On Friday, the justices said that they would consider a bid for the country’s first publicly funded religious charter school, in Oklahoma. A week earlier, the court had said that it would hear an appeal from Maryland parents seeking the right to keep their children from reading LGBTQ-themed books.

In both cases, religious groups successfully petitioned the justices despite warnings that crediting their legal claims would break new ground.

To be sure, the court has already favored First Amendment religious arguments in recent years. Doing so in these new cases wouldn’t be a new phenomenon. The question is how much further the court might go in this area.

In the Oklahoma case, the petition from lawyers with the Alliance Defending Freedom cited recent high court rulings bolstering First Amendment claims of free exercise of religion. Opposing their petition, the state’s Republican attorney general distinguished those rulings by writing that they were about “state subsidization of tuition at existing private religious schools, not state establishment of new public religious schools.”

Responding to the Supreme Court’s taking of the Oklahoma case, the American Civil Liberties Union and others said in a statement: “Converting public schools into Sunday schools would be a dangerous sea change for our democracy.”

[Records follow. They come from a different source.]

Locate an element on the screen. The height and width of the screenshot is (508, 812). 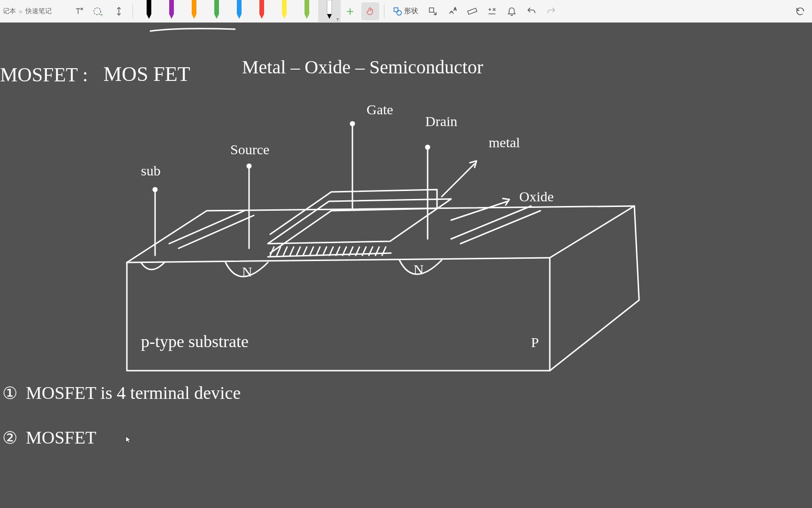
pen-red is located at coordinates (262, 11).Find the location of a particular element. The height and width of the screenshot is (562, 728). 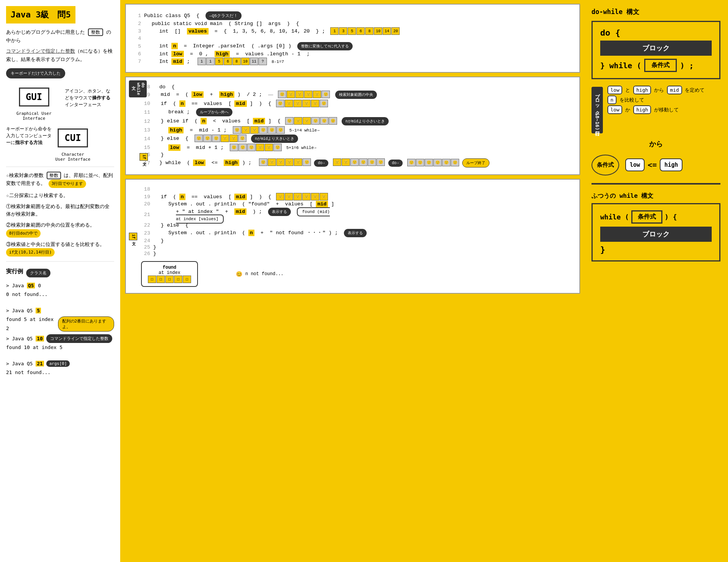

page-title: Java 3級 問5 is located at coordinates (41, 15). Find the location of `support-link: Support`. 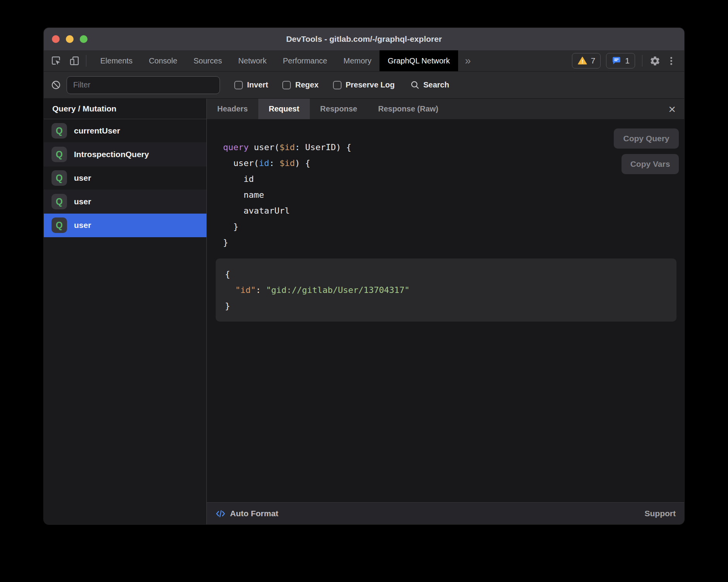

support-link: Support is located at coordinates (660, 514).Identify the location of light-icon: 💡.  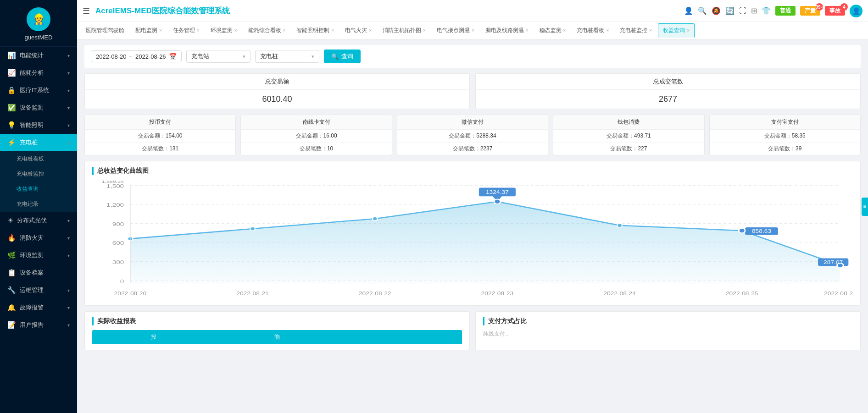
(12, 125).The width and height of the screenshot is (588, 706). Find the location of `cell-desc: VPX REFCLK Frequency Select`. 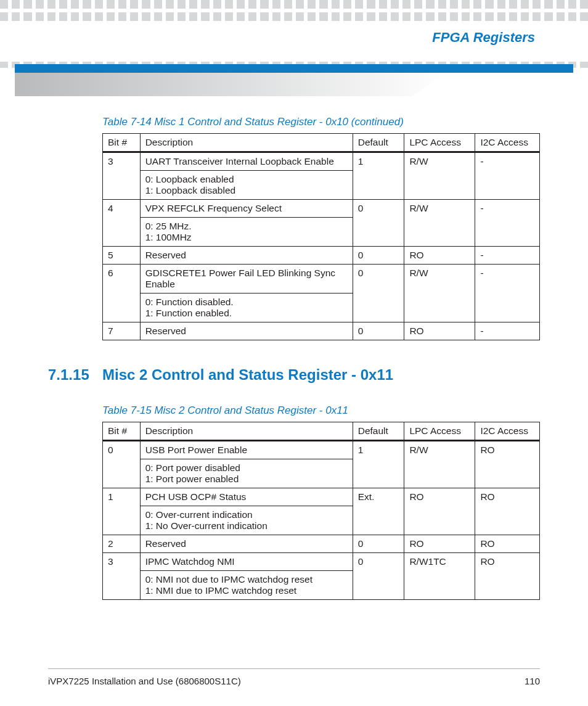

cell-desc: VPX REFCLK Frequency Select is located at coordinates (247, 208).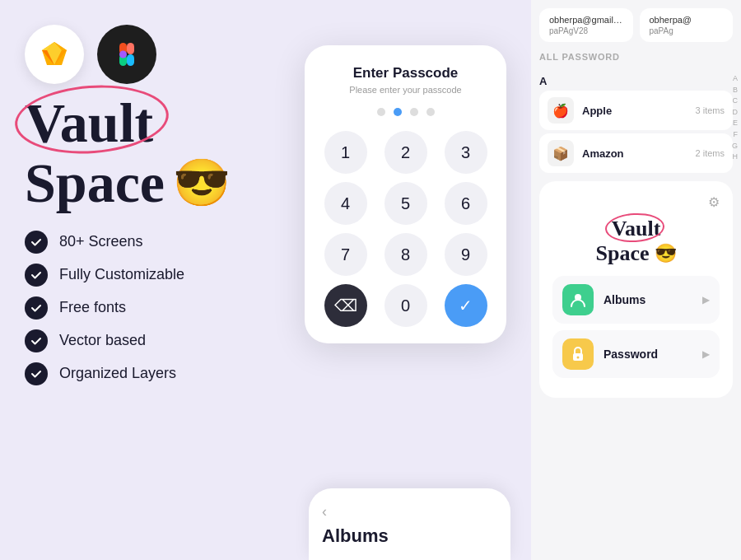 The image size is (741, 560). What do you see at coordinates (405, 90) in the screenshot?
I see `passcode-subtitle: Please enter your passcode` at bounding box center [405, 90].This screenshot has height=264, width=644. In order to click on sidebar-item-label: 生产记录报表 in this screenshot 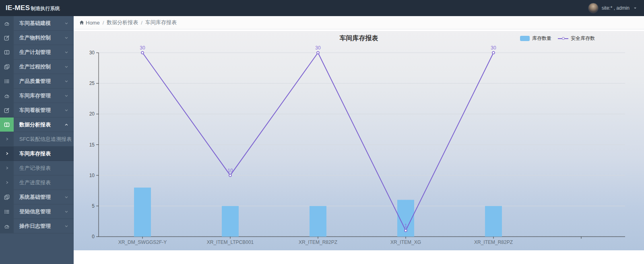, I will do `click(43, 168)`.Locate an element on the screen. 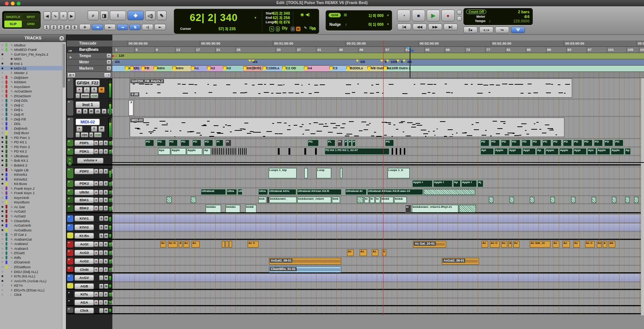 This screenshot has width=644, height=329. clip: Ac C is located at coordinates (253, 244).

Notably, Justice Amy Coney Barrett recused herself from the case. The order granting review didn’t explain why the court will be without the Trump appointee, who has been in the majority in divided religion rulings. But if the case is headed for another partisan split on the court with six Republican appointees and three Democratic appointees, the rest of the majority may have figured it can afford to lose one vote. It takes four justices to grant review.

The court has a full set of justices for the Maryland case, Mahmoud v. Taylor. Citing similar First Amendment precedents, parents of elementary school students say their rights are burdened through their children’s forced participation in certain instruction on gender and sexuality without parental notice or the chance to opt out.

School officials, meanwhile, say that the parents are trying to “unsettle a decades-old consensus that parents who choose to send their children to public school are not deprived of their right to freely exercise their religion simply because their children are exposed to curricular materials the parents find offensive.”

Of course, the Dobbs case and other recent appeals have shown that a majority of the court can change how the law is interpreted if it chooses to. Once again, we wait to see what the court will do.